Agreements like this are years in the making, with research, facilitated conversations,  extensive legal work, and cultivated trust-building among stakeholders underway for nearly a decade. “So many diverse partners are involved in helping to sustain flows in that 15-Mile Reach,” remarks Anderson. Because of that, he believes that the project is an important model of collaboration for others.

“For a very long time, water development and environmental interests were seemingly opposed to one another,” says La. “Stakeholders didn’t think those interests could go together. But one exists only with the other.” In Colorado, she notes, it’s powerful to see how water development or consumptive use depends on projects that bring more water to the streams. “It makes people find solutions that didn’t exist before.”

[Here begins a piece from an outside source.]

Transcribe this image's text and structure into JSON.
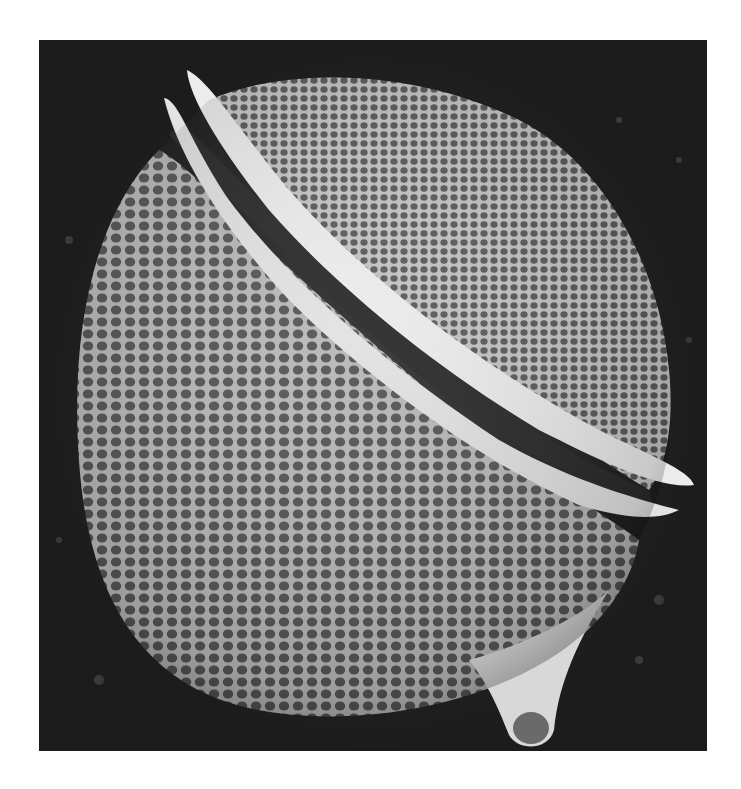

Beyond species recovery, the fish and water in the 15-Mile Reach are also part of our Colorado identity, says Jojo La, an endangered species policy specialist for the Colorado Water Conservation Board (CWCB). “The endangered fish are part of our Colorado heritage. The fish represent our flowing waters, why we live and recreate in our state.” Without the 15-Mile Reach releases, streamflows dip dangerously low for water recreationists, including anglers, paddlers, tubers, and rafters, too.

Water in the 15-Mile Reach protects a way of life for so many people in the Grand Valley, Anderson points out. “The more successful we are in terms of recovering the endangered fish, the less likely we will reach a point where more drastic measures are needed.” the 15-Mile project helps ensure that farmers can “continue doing what they’re doing as they have in the past, without having to worry that the hammer of the Endangered Species Act is going to interfere.”

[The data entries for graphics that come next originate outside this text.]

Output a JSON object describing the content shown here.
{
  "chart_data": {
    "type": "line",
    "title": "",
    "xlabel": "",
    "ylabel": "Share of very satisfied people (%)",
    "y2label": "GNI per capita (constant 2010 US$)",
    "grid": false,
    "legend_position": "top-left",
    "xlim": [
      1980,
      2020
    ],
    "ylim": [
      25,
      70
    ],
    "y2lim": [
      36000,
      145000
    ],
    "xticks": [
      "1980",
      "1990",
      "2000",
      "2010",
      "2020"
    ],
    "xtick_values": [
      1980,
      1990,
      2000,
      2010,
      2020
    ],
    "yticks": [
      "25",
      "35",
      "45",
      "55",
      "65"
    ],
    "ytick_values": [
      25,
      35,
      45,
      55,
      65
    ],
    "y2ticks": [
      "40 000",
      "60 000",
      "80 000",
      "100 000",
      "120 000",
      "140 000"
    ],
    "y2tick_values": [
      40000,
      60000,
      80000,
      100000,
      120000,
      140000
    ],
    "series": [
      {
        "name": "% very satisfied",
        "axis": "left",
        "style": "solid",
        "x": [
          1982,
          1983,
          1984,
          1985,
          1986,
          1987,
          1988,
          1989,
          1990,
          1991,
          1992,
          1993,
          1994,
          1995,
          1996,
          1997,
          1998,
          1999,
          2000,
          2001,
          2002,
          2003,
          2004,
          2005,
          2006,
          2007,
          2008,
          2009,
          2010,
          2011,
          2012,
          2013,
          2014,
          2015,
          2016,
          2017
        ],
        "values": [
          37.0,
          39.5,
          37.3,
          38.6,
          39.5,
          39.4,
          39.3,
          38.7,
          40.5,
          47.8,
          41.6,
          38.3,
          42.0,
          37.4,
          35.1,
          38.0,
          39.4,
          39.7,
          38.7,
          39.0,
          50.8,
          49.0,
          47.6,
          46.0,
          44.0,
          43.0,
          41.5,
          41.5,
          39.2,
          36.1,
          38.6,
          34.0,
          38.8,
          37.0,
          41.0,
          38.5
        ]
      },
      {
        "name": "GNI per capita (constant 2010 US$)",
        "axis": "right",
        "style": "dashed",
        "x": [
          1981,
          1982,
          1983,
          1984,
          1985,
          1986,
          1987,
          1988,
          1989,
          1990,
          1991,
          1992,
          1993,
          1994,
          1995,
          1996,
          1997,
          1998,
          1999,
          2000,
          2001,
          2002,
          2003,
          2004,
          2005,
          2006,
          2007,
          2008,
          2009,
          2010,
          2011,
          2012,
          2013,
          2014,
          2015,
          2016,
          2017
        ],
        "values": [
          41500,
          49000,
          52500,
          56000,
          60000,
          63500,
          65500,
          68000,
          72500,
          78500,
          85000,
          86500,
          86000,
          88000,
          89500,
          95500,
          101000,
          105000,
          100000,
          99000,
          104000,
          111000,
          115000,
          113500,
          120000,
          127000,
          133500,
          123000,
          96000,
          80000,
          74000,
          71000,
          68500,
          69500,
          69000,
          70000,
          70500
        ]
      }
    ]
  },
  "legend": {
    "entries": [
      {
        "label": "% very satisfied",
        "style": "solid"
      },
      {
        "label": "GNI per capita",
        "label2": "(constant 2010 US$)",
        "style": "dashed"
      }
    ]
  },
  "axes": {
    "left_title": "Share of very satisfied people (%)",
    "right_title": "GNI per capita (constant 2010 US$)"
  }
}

The Water Trust made it possible to “have all of these people in the room where not too many years ago, that level of candid conversation would have been impossible,” says Harris. Without that level of productive conversation, he reflects, solutions like this would not be possible. “When it comes to water, we have to recognize that nobody suffers alone, nobody gains alone,” says Schmidt. “You can accomplish a lot when everyone wins.”